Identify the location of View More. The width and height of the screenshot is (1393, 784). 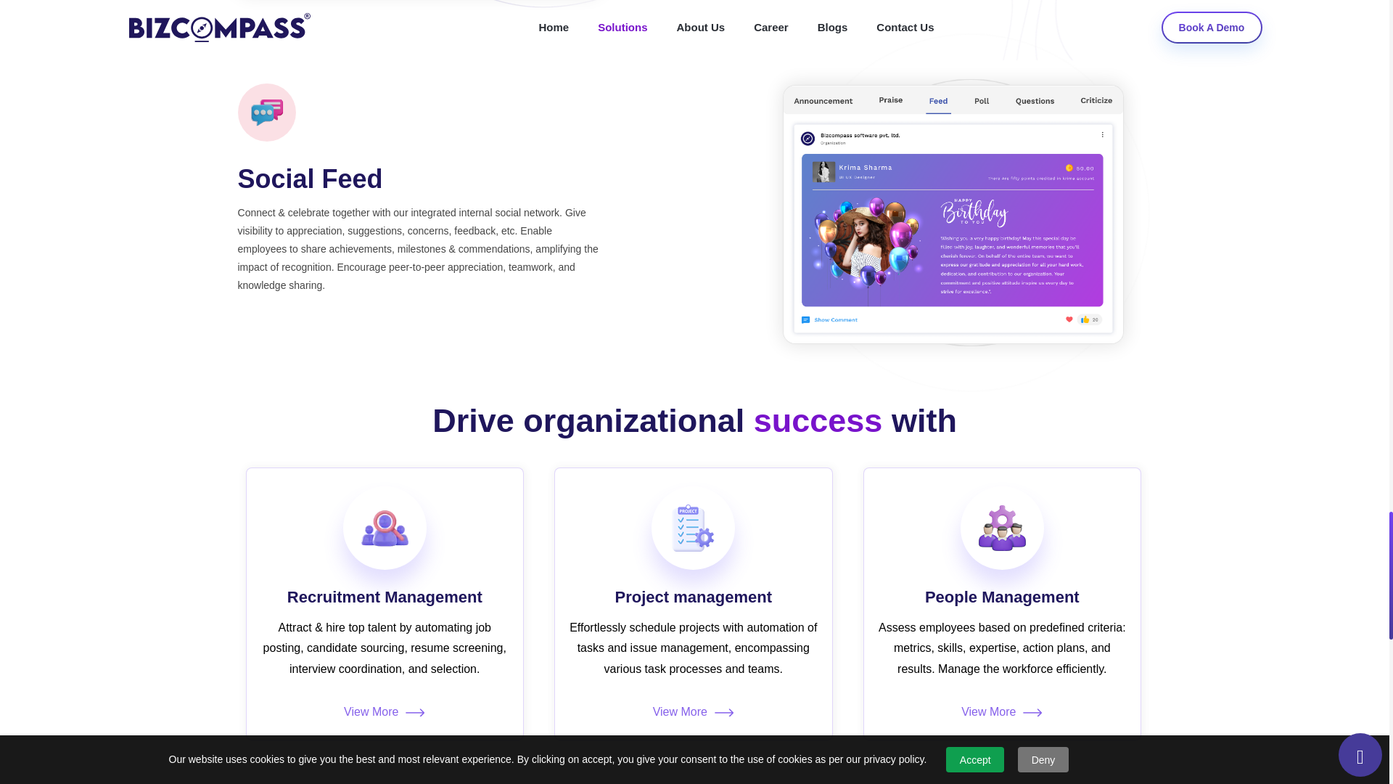
(693, 711).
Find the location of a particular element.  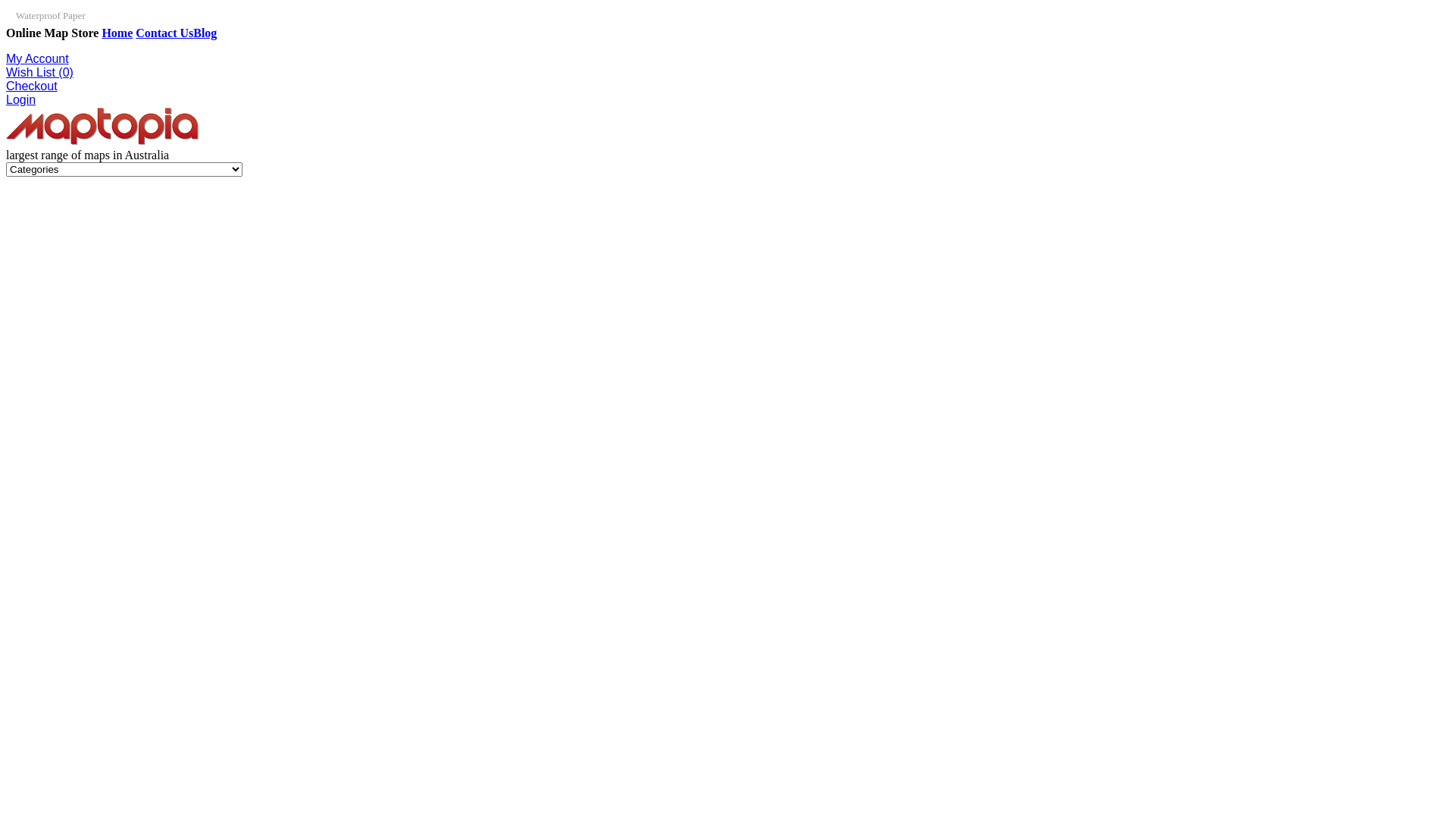

Blog is located at coordinates (205, 33).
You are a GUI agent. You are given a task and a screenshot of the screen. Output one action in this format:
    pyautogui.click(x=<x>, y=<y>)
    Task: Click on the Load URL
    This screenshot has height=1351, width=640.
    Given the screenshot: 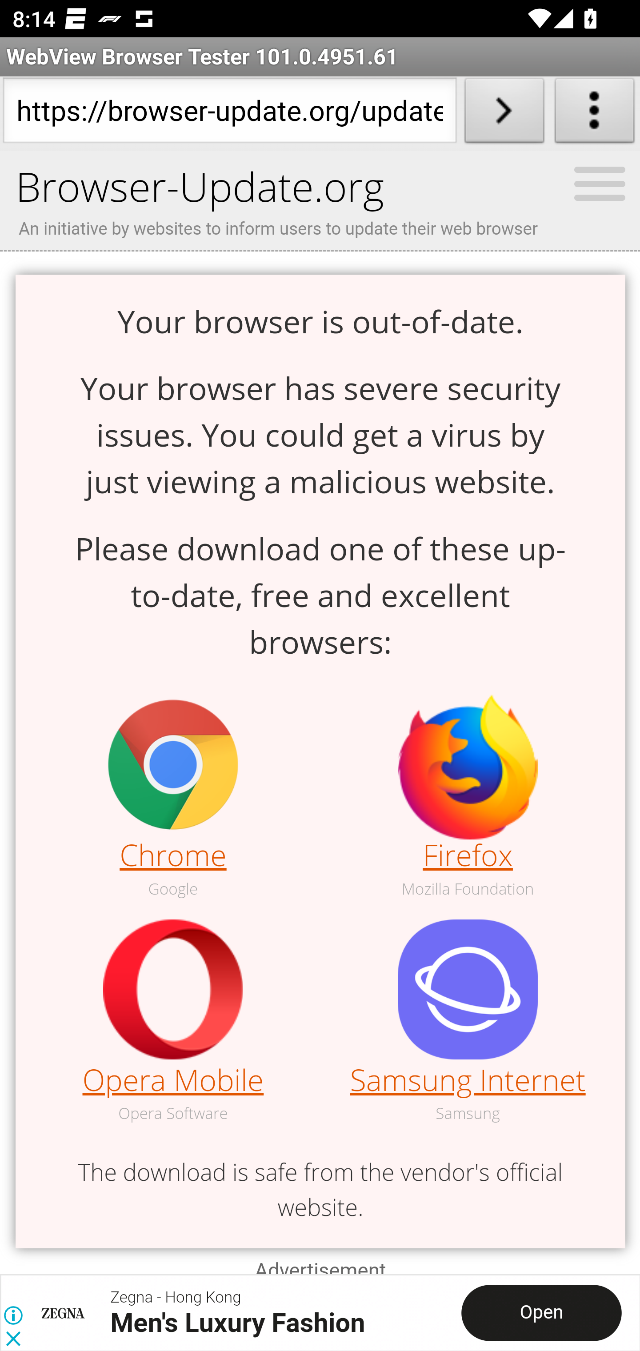 What is the action you would take?
    pyautogui.click(x=504, y=114)
    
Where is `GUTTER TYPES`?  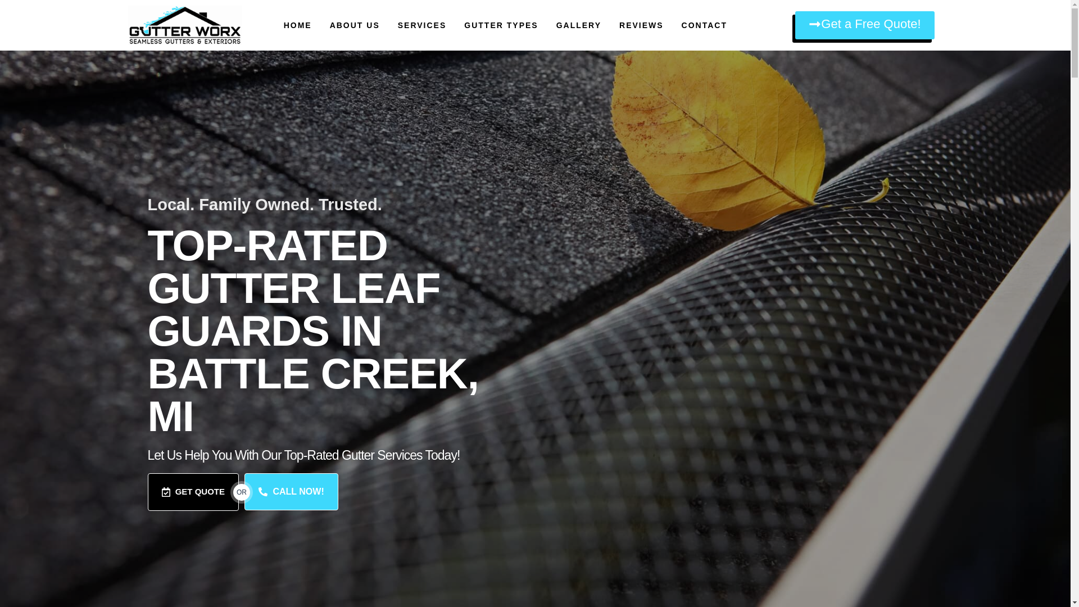
GUTTER TYPES is located at coordinates (500, 25).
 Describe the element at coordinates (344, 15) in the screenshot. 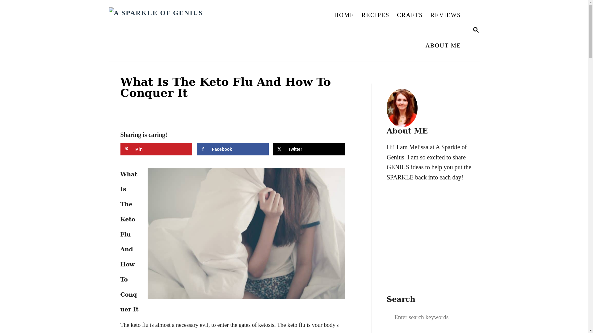

I see `RECIPES` at that location.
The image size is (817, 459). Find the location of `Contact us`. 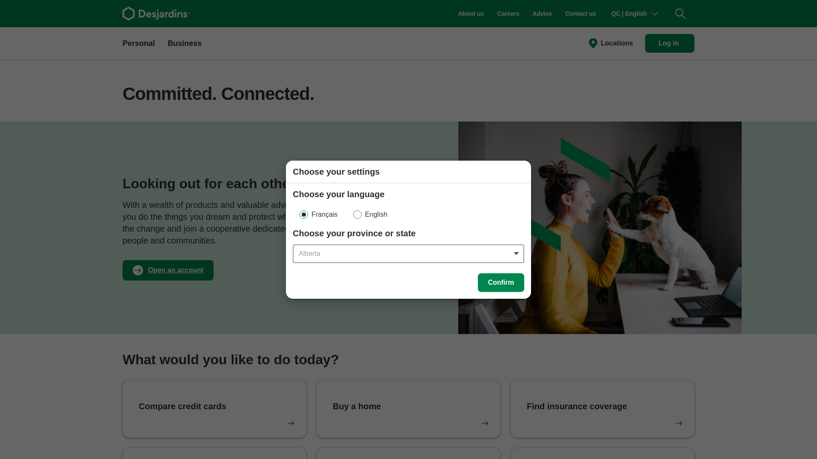

Contact us is located at coordinates (580, 14).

• • • • •

■ **Problem to work on**
Find the line that contains "The image size", then write out that line and every line after it through the end of the records, exactly. Leave the pictures out.

■ **Result**
The image size is (817, 459). Find the location of `Contact us`. 

Contact us is located at coordinates (580, 14).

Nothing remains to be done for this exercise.